Abstract

In Knowledge in a Social World (1999) Alvin Goldman has defended a ‘veritistic’ or truth-oriented, monistic account of the aim of education. In particular, he argued that the inculcation of true belief constitutes the ultimate goal of education, with other educational activities having only instrumental value insofar as they aid in this goal. In contrast, Harvey Siegel has defended a pluralistic alternative, on which the critical capacity for sustaining rational belief represents an independent, non-instrumental epistemic end of education. I argue that while some of Siegel's objections represent challenges to the sufficiency of Goldman's veritistic model, his alternative account fails to recognise the necessity of truth as an educational goal. This therefore commits Siegel to an unsatisfying pluralism regarding the ideal aim of education. Crucially, this disagreement hinges on two very different ways of understanding the nature of rationality: as instrumental or as epistemic. On Goldman's instrumentalist view, rationality merely involves the ordering of one's means to the end of true belief. However, Kelly (2003) has raised significant counterexamples against the instrumentalist view, and I adapt these to the case of the epistemic ends of education. I thus defend a non-pluralistic account of the ultimate end of education as involving knowledge in the ‘strong’ sense. This, I argue, overcomes the objections raised against Goldman and Siegel's accounts, and better accords with the notion of an ideal characterisation of the aim of education.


• _Instructions to follow_
The required lines are those that contain "mark"; pull them out of the data and copy them.

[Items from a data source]

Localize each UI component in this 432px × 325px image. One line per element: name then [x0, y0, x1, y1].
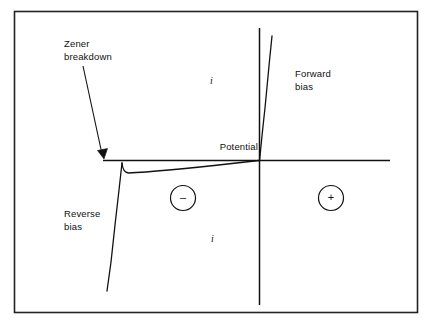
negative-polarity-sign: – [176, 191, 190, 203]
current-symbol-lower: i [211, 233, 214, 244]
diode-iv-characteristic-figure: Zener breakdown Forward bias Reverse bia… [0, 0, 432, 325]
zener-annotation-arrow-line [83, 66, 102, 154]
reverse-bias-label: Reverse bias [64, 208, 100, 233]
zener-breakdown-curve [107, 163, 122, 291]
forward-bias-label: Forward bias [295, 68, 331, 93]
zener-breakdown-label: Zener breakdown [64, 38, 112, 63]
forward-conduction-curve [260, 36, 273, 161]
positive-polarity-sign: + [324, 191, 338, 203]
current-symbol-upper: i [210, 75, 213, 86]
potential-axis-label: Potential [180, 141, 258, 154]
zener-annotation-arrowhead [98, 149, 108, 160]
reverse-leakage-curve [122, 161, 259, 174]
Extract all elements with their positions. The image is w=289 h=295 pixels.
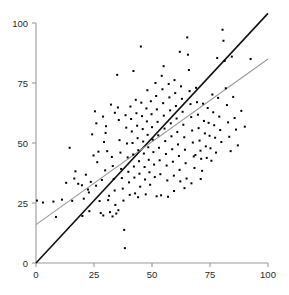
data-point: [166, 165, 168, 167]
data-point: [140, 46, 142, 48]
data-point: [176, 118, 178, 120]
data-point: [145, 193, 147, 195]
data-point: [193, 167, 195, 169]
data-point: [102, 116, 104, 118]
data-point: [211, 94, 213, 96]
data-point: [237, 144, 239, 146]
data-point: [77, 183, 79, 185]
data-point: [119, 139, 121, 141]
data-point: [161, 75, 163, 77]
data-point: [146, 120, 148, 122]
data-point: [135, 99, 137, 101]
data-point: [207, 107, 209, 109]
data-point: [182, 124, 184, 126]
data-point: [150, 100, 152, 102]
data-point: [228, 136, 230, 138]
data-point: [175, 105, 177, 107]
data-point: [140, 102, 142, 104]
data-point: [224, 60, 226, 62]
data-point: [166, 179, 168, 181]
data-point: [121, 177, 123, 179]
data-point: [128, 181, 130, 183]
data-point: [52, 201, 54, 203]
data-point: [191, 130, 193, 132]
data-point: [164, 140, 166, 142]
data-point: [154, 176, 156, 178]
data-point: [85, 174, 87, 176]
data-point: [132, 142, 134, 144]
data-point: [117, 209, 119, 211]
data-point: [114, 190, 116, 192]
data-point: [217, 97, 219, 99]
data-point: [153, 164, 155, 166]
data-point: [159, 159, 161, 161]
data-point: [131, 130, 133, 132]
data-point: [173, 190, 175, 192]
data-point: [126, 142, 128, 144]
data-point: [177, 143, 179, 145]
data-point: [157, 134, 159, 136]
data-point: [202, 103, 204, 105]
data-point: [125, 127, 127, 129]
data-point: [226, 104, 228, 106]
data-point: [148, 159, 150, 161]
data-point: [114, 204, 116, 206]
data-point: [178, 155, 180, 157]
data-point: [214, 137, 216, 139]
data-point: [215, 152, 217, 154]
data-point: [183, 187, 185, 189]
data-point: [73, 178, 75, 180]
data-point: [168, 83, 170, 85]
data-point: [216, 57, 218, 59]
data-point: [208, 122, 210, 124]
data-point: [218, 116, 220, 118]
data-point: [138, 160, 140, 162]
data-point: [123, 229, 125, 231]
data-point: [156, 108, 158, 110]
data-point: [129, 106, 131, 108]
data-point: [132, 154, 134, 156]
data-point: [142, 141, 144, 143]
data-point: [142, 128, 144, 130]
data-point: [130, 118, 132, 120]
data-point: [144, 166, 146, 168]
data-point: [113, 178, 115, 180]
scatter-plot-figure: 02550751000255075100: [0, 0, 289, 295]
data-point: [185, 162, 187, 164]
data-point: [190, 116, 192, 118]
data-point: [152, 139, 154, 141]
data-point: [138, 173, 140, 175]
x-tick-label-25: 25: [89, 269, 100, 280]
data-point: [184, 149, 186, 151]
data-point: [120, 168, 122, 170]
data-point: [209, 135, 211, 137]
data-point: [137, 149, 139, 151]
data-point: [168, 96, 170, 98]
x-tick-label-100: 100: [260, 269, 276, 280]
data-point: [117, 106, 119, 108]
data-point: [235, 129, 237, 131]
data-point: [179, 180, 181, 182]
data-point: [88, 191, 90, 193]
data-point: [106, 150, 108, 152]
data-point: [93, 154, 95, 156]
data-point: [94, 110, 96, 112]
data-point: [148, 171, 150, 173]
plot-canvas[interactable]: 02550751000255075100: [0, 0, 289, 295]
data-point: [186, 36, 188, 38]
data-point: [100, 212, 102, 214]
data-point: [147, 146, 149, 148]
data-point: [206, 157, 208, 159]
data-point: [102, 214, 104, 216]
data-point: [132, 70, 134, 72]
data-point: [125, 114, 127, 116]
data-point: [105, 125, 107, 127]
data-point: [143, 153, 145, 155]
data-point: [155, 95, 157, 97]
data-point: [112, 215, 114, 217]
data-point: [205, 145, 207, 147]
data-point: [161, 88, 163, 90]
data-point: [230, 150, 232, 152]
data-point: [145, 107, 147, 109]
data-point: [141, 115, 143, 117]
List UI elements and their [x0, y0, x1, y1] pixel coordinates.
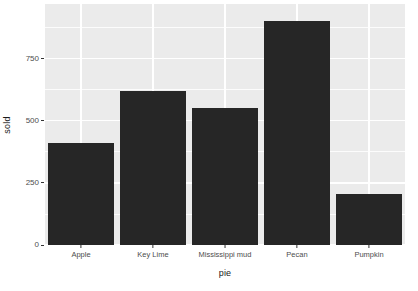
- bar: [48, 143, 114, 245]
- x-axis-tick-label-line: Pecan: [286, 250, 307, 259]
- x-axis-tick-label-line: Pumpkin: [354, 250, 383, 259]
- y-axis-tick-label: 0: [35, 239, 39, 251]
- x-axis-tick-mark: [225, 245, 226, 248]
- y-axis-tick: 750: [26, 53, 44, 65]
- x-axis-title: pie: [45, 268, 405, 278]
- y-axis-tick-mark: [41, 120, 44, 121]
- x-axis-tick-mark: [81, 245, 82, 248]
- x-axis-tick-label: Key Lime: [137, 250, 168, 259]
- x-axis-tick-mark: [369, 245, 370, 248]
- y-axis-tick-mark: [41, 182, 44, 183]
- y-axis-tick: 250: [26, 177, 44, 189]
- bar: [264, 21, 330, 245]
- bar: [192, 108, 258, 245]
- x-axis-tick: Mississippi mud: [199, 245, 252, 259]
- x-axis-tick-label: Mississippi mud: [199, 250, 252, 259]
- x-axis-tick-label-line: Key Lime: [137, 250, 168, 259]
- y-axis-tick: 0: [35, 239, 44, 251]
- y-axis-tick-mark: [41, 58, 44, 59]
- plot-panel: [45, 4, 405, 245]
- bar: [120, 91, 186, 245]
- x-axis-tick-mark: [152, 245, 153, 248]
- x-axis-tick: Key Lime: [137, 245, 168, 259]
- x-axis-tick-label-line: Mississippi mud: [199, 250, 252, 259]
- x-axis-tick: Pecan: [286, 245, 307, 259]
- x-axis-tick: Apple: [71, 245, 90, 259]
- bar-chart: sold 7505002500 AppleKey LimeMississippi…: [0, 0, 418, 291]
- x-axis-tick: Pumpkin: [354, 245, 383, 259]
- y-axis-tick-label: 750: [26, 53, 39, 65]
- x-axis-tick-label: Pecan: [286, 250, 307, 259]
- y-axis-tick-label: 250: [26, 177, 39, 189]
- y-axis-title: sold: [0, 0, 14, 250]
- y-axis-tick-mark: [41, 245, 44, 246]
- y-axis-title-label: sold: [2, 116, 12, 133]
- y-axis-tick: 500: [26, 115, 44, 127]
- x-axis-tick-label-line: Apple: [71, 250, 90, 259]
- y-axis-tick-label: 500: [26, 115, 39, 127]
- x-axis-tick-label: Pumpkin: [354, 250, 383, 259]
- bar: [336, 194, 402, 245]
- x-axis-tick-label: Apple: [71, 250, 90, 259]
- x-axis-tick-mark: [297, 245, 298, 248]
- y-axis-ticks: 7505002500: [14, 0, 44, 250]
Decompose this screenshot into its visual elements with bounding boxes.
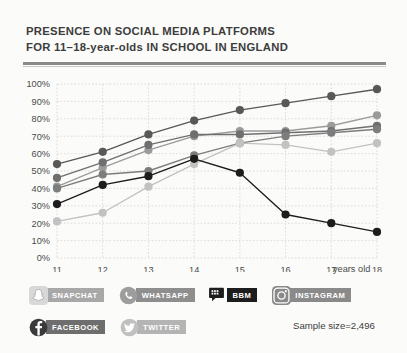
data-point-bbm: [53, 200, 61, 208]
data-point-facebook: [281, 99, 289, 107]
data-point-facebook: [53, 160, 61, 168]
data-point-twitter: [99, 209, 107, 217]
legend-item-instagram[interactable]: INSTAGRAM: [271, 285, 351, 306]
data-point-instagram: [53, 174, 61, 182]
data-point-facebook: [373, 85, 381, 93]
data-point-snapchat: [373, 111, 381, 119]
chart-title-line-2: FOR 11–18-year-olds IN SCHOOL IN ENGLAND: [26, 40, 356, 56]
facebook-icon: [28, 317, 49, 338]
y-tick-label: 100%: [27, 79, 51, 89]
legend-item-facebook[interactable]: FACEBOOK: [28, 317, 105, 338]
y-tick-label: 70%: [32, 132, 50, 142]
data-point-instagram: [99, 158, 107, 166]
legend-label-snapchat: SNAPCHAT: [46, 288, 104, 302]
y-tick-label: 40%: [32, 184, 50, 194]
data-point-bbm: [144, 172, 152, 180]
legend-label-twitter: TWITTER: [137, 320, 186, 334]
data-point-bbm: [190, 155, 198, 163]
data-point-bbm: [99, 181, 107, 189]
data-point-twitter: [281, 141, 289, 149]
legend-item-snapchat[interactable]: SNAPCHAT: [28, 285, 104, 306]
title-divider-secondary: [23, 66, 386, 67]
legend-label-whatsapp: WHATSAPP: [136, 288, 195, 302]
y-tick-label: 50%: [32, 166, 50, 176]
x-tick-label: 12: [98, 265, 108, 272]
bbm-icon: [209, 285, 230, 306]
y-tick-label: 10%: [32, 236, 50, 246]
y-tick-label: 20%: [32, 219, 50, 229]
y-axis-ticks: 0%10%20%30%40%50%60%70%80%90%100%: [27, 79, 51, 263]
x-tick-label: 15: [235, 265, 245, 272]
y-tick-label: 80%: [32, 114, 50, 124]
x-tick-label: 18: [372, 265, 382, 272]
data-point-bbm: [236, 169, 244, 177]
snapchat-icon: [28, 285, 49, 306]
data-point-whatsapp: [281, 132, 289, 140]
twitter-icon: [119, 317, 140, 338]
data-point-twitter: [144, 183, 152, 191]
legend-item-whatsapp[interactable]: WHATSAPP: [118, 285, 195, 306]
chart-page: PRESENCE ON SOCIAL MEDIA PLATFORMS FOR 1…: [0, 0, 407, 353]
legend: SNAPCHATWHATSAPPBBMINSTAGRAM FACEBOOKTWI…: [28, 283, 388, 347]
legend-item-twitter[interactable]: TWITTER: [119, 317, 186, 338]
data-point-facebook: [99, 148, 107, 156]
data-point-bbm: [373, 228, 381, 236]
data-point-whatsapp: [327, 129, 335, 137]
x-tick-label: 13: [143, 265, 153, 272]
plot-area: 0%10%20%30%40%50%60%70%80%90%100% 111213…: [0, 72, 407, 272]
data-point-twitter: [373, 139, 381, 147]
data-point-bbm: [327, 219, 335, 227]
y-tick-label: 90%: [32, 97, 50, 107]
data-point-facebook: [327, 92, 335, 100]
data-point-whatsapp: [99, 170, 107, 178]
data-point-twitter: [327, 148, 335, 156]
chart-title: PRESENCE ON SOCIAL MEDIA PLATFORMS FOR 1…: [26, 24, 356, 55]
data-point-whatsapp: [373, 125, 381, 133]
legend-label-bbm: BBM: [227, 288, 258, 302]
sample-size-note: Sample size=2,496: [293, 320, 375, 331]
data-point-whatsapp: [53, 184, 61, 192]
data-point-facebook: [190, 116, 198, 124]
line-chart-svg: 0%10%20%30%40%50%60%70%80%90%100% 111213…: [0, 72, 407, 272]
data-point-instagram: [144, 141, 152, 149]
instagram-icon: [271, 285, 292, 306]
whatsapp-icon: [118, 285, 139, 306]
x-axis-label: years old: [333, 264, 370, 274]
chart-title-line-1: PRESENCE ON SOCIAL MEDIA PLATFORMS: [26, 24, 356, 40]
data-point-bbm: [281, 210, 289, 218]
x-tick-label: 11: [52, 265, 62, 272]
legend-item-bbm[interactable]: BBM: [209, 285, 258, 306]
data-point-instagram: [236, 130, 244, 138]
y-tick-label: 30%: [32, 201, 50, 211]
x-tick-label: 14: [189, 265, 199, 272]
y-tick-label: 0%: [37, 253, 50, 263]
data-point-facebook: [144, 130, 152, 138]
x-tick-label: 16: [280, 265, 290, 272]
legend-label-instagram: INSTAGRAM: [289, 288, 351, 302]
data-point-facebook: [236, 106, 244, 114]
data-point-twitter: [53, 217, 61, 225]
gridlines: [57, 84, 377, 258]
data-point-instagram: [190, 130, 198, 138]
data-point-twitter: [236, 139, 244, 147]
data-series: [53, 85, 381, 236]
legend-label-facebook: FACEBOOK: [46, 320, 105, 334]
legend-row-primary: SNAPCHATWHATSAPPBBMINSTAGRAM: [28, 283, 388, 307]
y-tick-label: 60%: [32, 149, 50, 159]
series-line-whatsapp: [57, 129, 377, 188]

• _Exercise response_
- x-axis-tick-mark: [225, 245, 226, 248]
- y-axis-tick-mark: [41, 120, 44, 121]
- x-axis-tick-mark: [81, 245, 82, 248]
- x-axis-tick-mark: [369, 245, 370, 248]
- y-axis-tick-mark: [41, 182, 44, 183]
- y-axis-tick-mark: [41, 58, 44, 59]
- x-axis-tick-mark: [152, 245, 153, 248]
- y-axis-tick-mark: [41, 245, 44, 246]
- x-axis-tick-mark: [297, 245, 298, 248]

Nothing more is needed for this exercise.